TWO(?)-PARTY POLITICS TODAY

NEW YORK'S GUBERNATORIAL CONTEST IS COMPLEX, BUT IT IS NOT EXACTLY A CLASH OF DOCTRINES
 
Sponsored by
 

Email To A Friend

Please fill in the following information and we'll email this link.

Separate multiple addresses with commas

 

This is going to make your head hurt, but persevere. The complexities of the contest for governor of New York give a glimpse into what politics becomes when a vacuum of ideas is filled with race and pork.

Time was, until 1964, New York was the most populous state and its governorship made many men presidential aspirants--Theodore Roosevelt, Al Smith, TR's cousin Franklin, Thomas Dewey, Nelson Rockefeller. Today New York has only 56 percent of the political heft of California, has less than Texas and soon will fall behind Florida.

Still, its governorship is not chopped liver, and Carl McCall, state comptroller, wants it. He would be just the second African-American elected governor of a state. (Virginia's Doug Wilder became the first in 1990.) But first McCall must win the Democratic nomination by defeating the son of the last Democratic governor--Mario Cuomo's son Andrew, 44. Then McCall must defeat the man who defeated Andrew's father, George Pataki, who is seeking a third term with some remarkably un-Republican maneuvers.

McCall, 65, is one of six children raised by his unmarried mother on welfare. He graduated from Dartmouth and attended the University of Edinburgh. Tall, dapper and courtly, he has been a vice president of Citicorp and an ambassador to the United Nations and is on the board of the New York Stock Exchange. His liberalism is the tangy Manhattan flavor: when president of New York City's Board of Education, he favored distributing condoms and books (e.g., "Heather Has Two Mommies") to indoctrinate children about "alternative lifestyles." He has been commissioner of the Port Authority and a three-term state senator.

McCall supporters like HarlemRep. Charles Rangel say McCall has paid his dues, and it is his turn, not the upstart Cuomo's. Rangel recently said that if today the choice were between Andrew Cuomo and Pataki, "I'd go with Pataki." Cuomo, say some McCall Democrats, is an "outsider" because he has just returned to New York after eight years in the Clinton administration, the last four as secretary of Housing and Urban Development. Such Democrats developed their distaste for outsiders after electing Hillary Clinton, of Illinois and Arkansas, to the Senate.

In 1998 McCall ran 290,000 votes ahead of Pataki and carried 45 of New York's 62 counties. Sen. Charles Schumer in 1998 carried only 11. Clinton in 2000 carried only 15. However, Cuomo is married to the daughter of a former New York senator, Robert Kennedy, and has the prodigious fund-raising powers of his father's and the Kennedys' allies. And he is as aggressive as McCall is diffident.

Discuss

Sponsored by

Member Comments

 
 
The Peek
 
 
MEDIA

Just a year after buying The Wall Street Journal, the press rapscallion has revitalized the fusty paper.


> EXERCISE
In the listing, find every line that has the string "Self" and copy it.

BEGIN

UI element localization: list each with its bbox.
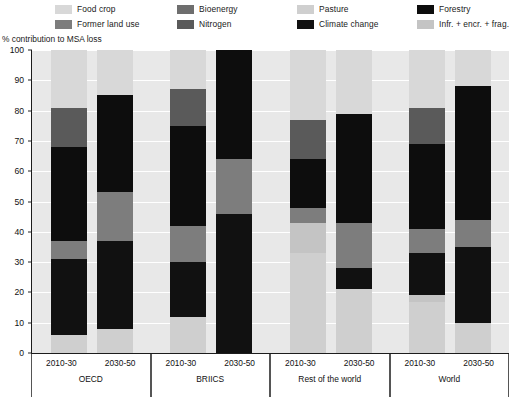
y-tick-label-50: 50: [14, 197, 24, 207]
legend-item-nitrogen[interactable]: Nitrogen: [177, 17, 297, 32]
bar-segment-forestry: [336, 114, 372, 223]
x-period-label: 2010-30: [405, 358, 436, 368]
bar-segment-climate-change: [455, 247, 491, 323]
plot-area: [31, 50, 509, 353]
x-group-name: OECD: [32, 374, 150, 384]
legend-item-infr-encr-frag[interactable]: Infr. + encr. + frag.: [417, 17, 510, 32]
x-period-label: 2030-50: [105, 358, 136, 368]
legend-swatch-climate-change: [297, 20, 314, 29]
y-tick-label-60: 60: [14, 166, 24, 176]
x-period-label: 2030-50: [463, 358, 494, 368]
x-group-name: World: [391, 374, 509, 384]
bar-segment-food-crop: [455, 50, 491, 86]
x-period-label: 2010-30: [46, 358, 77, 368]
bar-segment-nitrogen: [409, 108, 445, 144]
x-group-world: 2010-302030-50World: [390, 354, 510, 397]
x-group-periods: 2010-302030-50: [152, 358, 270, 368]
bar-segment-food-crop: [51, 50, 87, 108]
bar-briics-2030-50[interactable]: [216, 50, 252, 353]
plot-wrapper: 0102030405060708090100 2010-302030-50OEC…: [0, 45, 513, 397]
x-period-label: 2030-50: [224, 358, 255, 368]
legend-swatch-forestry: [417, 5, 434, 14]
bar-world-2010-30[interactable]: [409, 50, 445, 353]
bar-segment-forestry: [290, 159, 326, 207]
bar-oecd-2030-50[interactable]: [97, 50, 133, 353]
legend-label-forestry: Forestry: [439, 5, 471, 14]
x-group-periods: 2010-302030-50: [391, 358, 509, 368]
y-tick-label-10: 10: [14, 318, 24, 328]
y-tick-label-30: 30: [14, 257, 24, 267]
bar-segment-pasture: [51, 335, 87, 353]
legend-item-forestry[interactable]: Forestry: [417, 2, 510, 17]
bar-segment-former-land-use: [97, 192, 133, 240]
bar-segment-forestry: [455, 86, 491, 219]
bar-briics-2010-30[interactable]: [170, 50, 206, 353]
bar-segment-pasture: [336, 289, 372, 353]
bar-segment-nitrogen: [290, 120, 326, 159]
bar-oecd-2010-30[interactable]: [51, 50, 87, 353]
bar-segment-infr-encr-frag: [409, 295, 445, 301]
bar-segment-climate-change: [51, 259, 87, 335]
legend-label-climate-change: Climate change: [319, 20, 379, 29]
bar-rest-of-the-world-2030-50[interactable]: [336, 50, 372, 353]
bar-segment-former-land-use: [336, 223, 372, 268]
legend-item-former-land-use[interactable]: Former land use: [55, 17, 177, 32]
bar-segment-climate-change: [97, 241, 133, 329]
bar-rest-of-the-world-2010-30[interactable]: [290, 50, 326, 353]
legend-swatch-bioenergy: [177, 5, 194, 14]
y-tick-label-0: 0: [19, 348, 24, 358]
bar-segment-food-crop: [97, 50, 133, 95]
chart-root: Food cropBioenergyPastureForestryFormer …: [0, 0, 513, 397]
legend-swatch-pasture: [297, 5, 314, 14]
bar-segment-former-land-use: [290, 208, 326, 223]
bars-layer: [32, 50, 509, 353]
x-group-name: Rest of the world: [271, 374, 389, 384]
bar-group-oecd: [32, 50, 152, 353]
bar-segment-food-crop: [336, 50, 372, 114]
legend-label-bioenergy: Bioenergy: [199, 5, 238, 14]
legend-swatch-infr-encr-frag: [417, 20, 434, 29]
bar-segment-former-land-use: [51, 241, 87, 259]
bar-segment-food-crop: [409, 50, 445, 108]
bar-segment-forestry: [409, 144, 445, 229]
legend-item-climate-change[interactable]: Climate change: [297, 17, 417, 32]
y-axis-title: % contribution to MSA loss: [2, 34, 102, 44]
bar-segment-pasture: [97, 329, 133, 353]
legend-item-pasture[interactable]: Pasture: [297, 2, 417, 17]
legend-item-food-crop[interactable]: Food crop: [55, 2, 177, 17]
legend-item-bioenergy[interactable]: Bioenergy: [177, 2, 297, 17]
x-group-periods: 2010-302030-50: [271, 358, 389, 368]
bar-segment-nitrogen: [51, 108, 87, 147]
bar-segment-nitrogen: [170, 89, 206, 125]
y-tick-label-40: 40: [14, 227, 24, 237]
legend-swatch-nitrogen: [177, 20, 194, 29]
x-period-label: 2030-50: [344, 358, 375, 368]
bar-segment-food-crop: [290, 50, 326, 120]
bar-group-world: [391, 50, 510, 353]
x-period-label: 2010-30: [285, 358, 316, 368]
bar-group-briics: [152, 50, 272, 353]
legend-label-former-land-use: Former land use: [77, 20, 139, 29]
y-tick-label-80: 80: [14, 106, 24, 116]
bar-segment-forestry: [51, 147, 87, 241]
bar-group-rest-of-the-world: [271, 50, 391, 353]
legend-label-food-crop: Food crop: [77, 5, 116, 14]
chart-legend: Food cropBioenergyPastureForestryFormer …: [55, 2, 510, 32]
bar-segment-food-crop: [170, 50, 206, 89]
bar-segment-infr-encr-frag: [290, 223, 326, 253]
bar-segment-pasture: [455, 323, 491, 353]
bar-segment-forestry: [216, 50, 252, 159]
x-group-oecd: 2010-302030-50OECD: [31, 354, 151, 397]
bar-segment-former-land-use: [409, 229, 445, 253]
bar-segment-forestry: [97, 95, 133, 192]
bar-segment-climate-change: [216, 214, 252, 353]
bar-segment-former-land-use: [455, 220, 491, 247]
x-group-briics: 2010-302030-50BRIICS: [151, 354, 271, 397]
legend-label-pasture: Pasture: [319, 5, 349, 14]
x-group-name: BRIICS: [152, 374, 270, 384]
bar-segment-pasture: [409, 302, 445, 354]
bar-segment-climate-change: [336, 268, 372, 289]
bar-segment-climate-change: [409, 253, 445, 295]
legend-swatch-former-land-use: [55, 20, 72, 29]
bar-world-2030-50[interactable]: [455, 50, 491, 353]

END
BEGIN

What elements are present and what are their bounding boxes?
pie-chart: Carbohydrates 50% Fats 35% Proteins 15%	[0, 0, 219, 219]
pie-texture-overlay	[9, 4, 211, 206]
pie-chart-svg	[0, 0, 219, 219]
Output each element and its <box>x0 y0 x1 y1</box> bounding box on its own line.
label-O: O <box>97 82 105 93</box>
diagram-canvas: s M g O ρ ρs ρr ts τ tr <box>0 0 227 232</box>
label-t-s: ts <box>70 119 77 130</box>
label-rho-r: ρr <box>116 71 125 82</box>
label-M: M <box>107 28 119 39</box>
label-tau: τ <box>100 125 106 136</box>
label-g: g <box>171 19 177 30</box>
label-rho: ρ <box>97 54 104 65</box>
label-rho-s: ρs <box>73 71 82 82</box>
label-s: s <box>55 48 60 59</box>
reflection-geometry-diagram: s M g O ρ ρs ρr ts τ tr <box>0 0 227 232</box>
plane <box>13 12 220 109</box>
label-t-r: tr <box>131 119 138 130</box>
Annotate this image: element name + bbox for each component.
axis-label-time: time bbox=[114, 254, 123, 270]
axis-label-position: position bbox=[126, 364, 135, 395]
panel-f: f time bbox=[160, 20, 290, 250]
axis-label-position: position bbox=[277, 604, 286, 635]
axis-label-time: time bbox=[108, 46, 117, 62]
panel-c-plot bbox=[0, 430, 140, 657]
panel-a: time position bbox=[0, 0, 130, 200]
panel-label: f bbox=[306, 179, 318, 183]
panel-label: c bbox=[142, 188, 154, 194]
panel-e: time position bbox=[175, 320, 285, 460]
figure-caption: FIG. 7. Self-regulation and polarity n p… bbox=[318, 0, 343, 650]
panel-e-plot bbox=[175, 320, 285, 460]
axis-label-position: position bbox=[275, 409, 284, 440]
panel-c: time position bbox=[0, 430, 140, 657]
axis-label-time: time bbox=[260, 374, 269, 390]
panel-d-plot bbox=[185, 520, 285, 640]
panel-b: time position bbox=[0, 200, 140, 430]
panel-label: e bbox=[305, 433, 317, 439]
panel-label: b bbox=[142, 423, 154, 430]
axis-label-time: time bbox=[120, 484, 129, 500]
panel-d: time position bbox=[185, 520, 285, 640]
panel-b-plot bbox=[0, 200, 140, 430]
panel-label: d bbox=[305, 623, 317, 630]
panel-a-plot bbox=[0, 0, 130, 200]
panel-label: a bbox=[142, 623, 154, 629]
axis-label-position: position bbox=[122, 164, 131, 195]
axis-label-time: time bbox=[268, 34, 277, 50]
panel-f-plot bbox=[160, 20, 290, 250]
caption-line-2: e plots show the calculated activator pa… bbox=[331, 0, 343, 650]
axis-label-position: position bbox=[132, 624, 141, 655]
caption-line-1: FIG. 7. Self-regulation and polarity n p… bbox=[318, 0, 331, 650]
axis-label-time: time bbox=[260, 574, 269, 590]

END

> SOLUTION FOR THIS EXERCISE
figure-caption: FIG. 7. Self-regulation and polarity n p… bbox=[318, 0, 343, 650]
caption-line-1: FIG. 7. Self-regulation and polarity n p… bbox=[318, 0, 331, 650]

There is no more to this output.